Secret Detection post-processing and revocation (ULTIMATE)

GitLab.com and self-managed supports running post-processing hooks after detecting a secret. These hooks can perform actions, like notifying the vendor that issued the secret. The vendor can then confirm the credentials and take remediation actions, like:

  • Revoking a secret.
  • Reissuing a secret.
  • Notifying the creator of the secret.

GitLab supports post-processing for the following vendors and secrets:

Vendor Secret GitLab.com Self-managed
GitLab Personal access tokens 15.9 and later
Amazon Web Services (AWS) IAM access keys

Component legend

Feature availability

Enabled for non-default branches in GitLab 15.11.

Credentials are only post-processed when Secret Detection finds them:

  • In public projects, because publicly exposed credentials pose an increased threat. Expansion to private projects is considered in issue 391379.
  • In projects with GitLab Ultimate, for technical reasons. Expansion to all tiers is tracked in issue 391763.

Partner program for leaked-credential notifications

GitLab notifies partners when credentials they issue are leaked in public repositories on GitLab.com. If you operate a cloud or SaaS product and you're interested in receiving these notifications, learn more in epic 4944. Partners must implement a revocation receiver service, which is called by the Token Revocation API.

Implement a revocation receiver service

A revocation receiver service integrates with a GitLab instance's Token Revocation API to receive and respond to leaked token revocation requests. The service should be a publicly accessible HTTP API that is idempotent and rate-limited. Requests to your service from the Token Revocation API look similar to the example below:

POST / HTTP/2
Accept: */*
Content-Type: application/json
X-Gitlab-Token: MYSECRETTOKEN

[
  {"type": "my_api_token", "token":"XXXXXXXXXXXXXXXX","url": "https://example.com/some-repo/~/raw/abcdefghijklmnop/compromisedfile1.java"}
]

In this example, Secret Detection has determined that an instance of my_api_token has been leaked. The value of the token is provided to you, in addition to a publicly accessible URL to the raw content of the file containing the leaked token.

High-level architecture

This diagram describes how a post-processing hook revokes a secret in the GitLab application:

sequenceDiagram
    autonumber
    GitLab Rails-->+GitLab Rails: gl-secret-detection-report.json
    GitLab Rails->>+Sidekiq: StoreScansService
    Sidekiq-->+Sidekiq: ScanSecurityReportSecretsWorker
    Sidekiq-->+Token Revocation API: GET revocable keys types
    Token Revocation API-->>-Sidekiq: OK
    Sidekiq->>+Token Revocation API: POST revoke revocable keys
    Token Revocation API-->>-Sidekiq: ACCEPTED
    Token Revocation API-->>+Receiver Service: revoke revocable keys
    Receiver Service-->>+Token Revocation API: ACCEPTED
  1. A pipeline with a Secret Detection job completes, producing a scan report (1).
  2. The report is processed (2) by a service class, which schedules an asynchronous worker if token revocation is possible.
  3. The asynchronous worker (3) communicates with an externally deployed HTTP service (4 and 5) to determine which kinds of secrets can be automatically revoked.
  4. The worker sends (6 and 7) the list of detected secrets which the Token Revocation API is able to revoke.
  5. The Token Revocation API sends (8 and 9) each revocable token to their respective vendor's receiver service.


Assignment:
For every line below, restate it exactly and drop the images.
[Opening Supplied records section]
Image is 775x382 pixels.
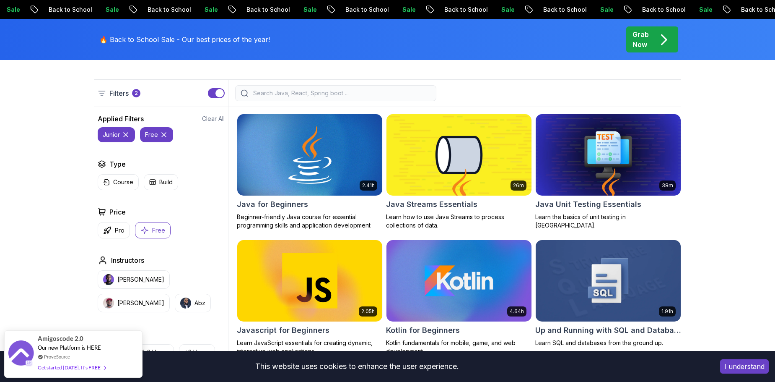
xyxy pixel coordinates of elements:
p: Kotlin fundamentals for mobile, game, and web development [386,338,532,355]
img: Kotlin for Beginners card [387,240,532,321]
p: Back to School [424,5,481,14]
p: Back to School [127,5,184,14]
p: Grab Now [633,29,649,49]
h2: Kotlin for Beginners [386,324,460,336]
img: Up and Running with SQL and Databases card [536,240,681,321]
h2: Applied Filters [98,114,144,124]
button: instructor img[PERSON_NAME] [98,294,170,312]
input: Search Java, React, Spring boot ... [252,89,431,97]
a: Kotlin for Beginners card4.64hKotlin for BeginnersKotlin fundamentals for mobile, game, and web d... [386,239,532,355]
p: Free [152,226,165,234]
h2: Java for Beginners [237,198,308,210]
img: Javascript for Beginners card [237,240,382,321]
h2: Up and Running with SQL and Databases [535,324,681,336]
button: +3 Hours [179,344,215,360]
button: Clear All [202,114,225,123]
button: instructor img[PERSON_NAME] [98,270,170,288]
p: Sale [679,5,706,14]
h2: Javascript for Beginners [237,324,330,336]
div: This website uses cookies to enhance the user experience. [6,357,708,375]
p: Sale [382,5,409,14]
div: Get started [DATE]. It's FREE [38,362,106,372]
button: Pro [98,222,130,238]
p: Learn how to use Java Streams to process collections of data. [386,213,532,229]
p: Learn SQL and databases from the ground up. [535,338,681,347]
span: Our new Platform is HERE [38,344,101,351]
p: Beginner-friendly Java course for essential programming skills and application development [237,213,383,229]
span: Amigoscode 2.0 [38,333,83,343]
h2: Type [109,159,126,169]
p: 1.91h [662,308,673,314]
a: Up and Running with SQL and Databases card1.91hUp and Running with SQL and DatabasesLearn SQL and... [535,239,681,347]
p: Abz [195,299,205,307]
p: 2.05h [361,308,375,314]
p: Sale [86,5,112,14]
img: Java Unit Testing Essentials card [536,114,681,195]
img: Java for Beginners card [237,114,382,195]
p: junior [103,130,120,139]
p: Sale [580,5,607,14]
a: Java Streams Essentials card26mJava Streams EssentialsLearn how to use Java Streams to process co... [386,114,532,229]
p: Sale [184,5,211,14]
img: instructor img [103,274,114,285]
p: 38m [662,182,673,189]
h2: Duration [109,329,136,339]
img: instructor img [103,297,114,308]
p: 🔥 Back to School Sale - Our best prices of the year! [99,34,270,44]
p: +3 Hours [184,348,210,356]
p: 26m [513,182,524,189]
p: Build [159,178,173,186]
h2: Instructors [111,255,144,265]
p: Pro [115,226,125,234]
p: Filters [109,88,129,98]
button: Free [135,222,171,238]
button: Course [98,174,139,190]
p: Back to School [622,5,679,14]
img: provesource social proof notification image [8,340,34,367]
a: Java for Beginners card2.41hJava for BeginnersBeginner-friendly Java course for essential program... [237,114,383,229]
p: Back to School [325,5,382,14]
p: [PERSON_NAME] [117,275,164,283]
p: Back to School [29,5,86,14]
p: Learn JavaScript essentials for creating dynamic, interactive web applications [237,338,383,355]
img: Java Streams Essentials card [383,112,535,197]
a: Java Unit Testing Essentials card38mJava Unit Testing EssentialsLearn the basics of unit testing ... [535,114,681,229]
p: 4.64h [510,308,524,314]
h2: Java Streams Essentials [386,198,478,210]
p: Sale [481,5,508,14]
button: junior [98,127,135,142]
p: Learn the basics of unit testing in [GEOGRAPHIC_DATA]. [535,213,681,229]
button: Build [144,174,178,190]
button: free [140,127,173,142]
a: Javascript for Beginners card2.05hJavascript for BeginnersLearn JavaScript essentials for creatin... [237,239,383,355]
p: 1-3 Hours [143,348,169,356]
button: Accept cookies [720,359,769,373]
img: instructor img [180,297,191,308]
p: 2 [135,90,138,96]
p: Course [113,178,133,186]
p: 2.41h [362,182,375,189]
button: 1-3 Hours [137,344,174,360]
p: Back to School [226,5,283,14]
p: Back to School [523,5,580,14]
p: [PERSON_NAME] [117,299,164,307]
button: instructor imgAbz [175,294,211,312]
h2: Price [109,207,126,217]
h2: Java Unit Testing Essentials [535,198,642,210]
a: ProveSource [44,353,70,360]
p: free [145,130,158,139]
p: Sale [283,5,310,14]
[Closing Supplied records section]
Output of the exercise:
Image is 775x382 pixels.
xyxy pixel coordinates of elements:
p: Kotlin fundamentals for mobile, game, and web development [386,338,532,355]
img: Kotlin for Beginners card [387,240,532,321]
p: Back to School [424,5,481,14]
p: Back to School [127,5,184,14]
p: Grab Now [633,29,649,49]
h2: Kotlin for Beginners [386,324,460,336]
img: Up and Running with SQL and Databases card [536,240,681,321]
h2: Applied Filters [98,114,144,124]
button: instructor img[PERSON_NAME] [98,294,170,312]
input: Search Java, React, Spring boot ... [252,89,431,97]
a: Kotlin for Beginners card4.64hKotlin for BeginnersKotlin fundamentals for mobile, game, and web d... [386,239,532,355]
p: Free [152,226,165,234]
h2: Java for Beginners [237,198,308,210]
img: Javascript for Beginners card [237,240,382,321]
h2: Up and Running with SQL and Databases [535,324,681,336]
button: +3 Hours [179,344,215,360]
button: Clear All [202,114,225,123]
button: instructor img[PERSON_NAME] [98,270,170,288]
p: Sale [679,5,706,14]
h2: Javascript for Beginners [237,324,330,336]
div: This website uses cookies to enhance the user experience. [6,357,708,375]
p: Sale [382,5,409,14]
div: Get started [DATE]. It's FREE [38,362,106,372]
button: Pro [98,222,130,238]
p: Learn how to use Java Streams to process collections of data. [386,213,532,229]
p: Learn SQL and databases from the ground up. [535,338,681,347]
span: Our new Platform is HERE [38,344,101,351]
p: Beginner-friendly Java course for essential programming skills and application development [237,213,383,229]
span: Amigoscode 2.0 [38,333,83,343]
h2: Type [109,159,126,169]
p: 1.91h [662,308,673,314]
a: Up and Running with SQL and Databases card1.91hUp and Running with SQL and DatabasesLearn SQL and... [535,239,681,347]
p: Abz [195,299,205,307]
p: 2.05h [361,308,375,314]
p: Sale [86,5,112,14]
img: Java Unit Testing Essentials card [536,114,681,195]
img: Java for Beginners card [237,114,382,195]
p: junior [103,130,120,139]
p: Sale [580,5,607,14]
a: Java Streams Essentials card26mJava Streams EssentialsLearn how to use Java Streams to process co... [386,114,532,229]
p: Sale [184,5,211,14]
img: instructor img [103,274,114,285]
p: 38m [662,182,673,189]
h2: Duration [109,329,136,339]
img: instructor img [103,297,114,308]
p: 🔥 Back to School Sale - Our best prices of the year! [99,34,270,44]
p: +3 Hours [184,348,210,356]
p: 26m [513,182,524,189]
p: Build [159,178,173,186]
h2: Instructors [111,255,144,265]
p: Pro [115,226,125,234]
p: Filters [109,88,129,98]
button: Free [135,222,171,238]
button: Course [98,174,139,190]
p: Back to School [622,5,679,14]
img: provesource social proof notification image [8,340,34,367]
a: Java for Beginners card2.41hJava for BeginnersBeginner-friendly Java course for essential program... [237,114,383,229]
p: Back to School [325,5,382,14]
p: [PERSON_NAME] [117,275,164,283]
p: Back to School [29,5,86,14]
p: Learn JavaScript essentials for creating dynamic, interactive web applications [237,338,383,355]
img: Java Streams Essentials card [383,112,535,197]
a: Java Unit Testing Essentials card38mJava Unit Testing EssentialsLearn the basics of unit testing ... [535,114,681,229]
p: 4.64h [510,308,524,314]
h2: Java Streams Essentials [386,198,478,210]
p: Sale [481,5,508,14]
button: junior [98,127,135,142]
p: Learn the basics of unit testing in [GEOGRAPHIC_DATA]. [535,213,681,229]
button: Build [144,174,178,190]
button: free [140,127,173,142]
a: Javascript for Beginners card2.05hJavascript for BeginnersLearn JavaScript essentials for creatin... [237,239,383,355]
p: 1-3 Hours [143,348,169,356]
button: Accept cookies [720,359,769,373]
img: instructor img [180,297,191,308]
p: 2 [135,90,138,96]
p: Course [113,178,133,186]
p: 2.41h [362,182,375,189]
button: 1-3 Hours [137,344,174,360]
p: Back to School [226,5,283,14]
p: Back to School [523,5,580,14]
p: [PERSON_NAME] [117,299,164,307]
button: instructor imgAbz [175,294,211,312]
h2: Price [109,207,126,217]
h2: Java Unit Testing Essentials [535,198,642,210]
a: ProveSource [44,353,70,360]
p: free [145,130,158,139]
p: Sale [283,5,310,14]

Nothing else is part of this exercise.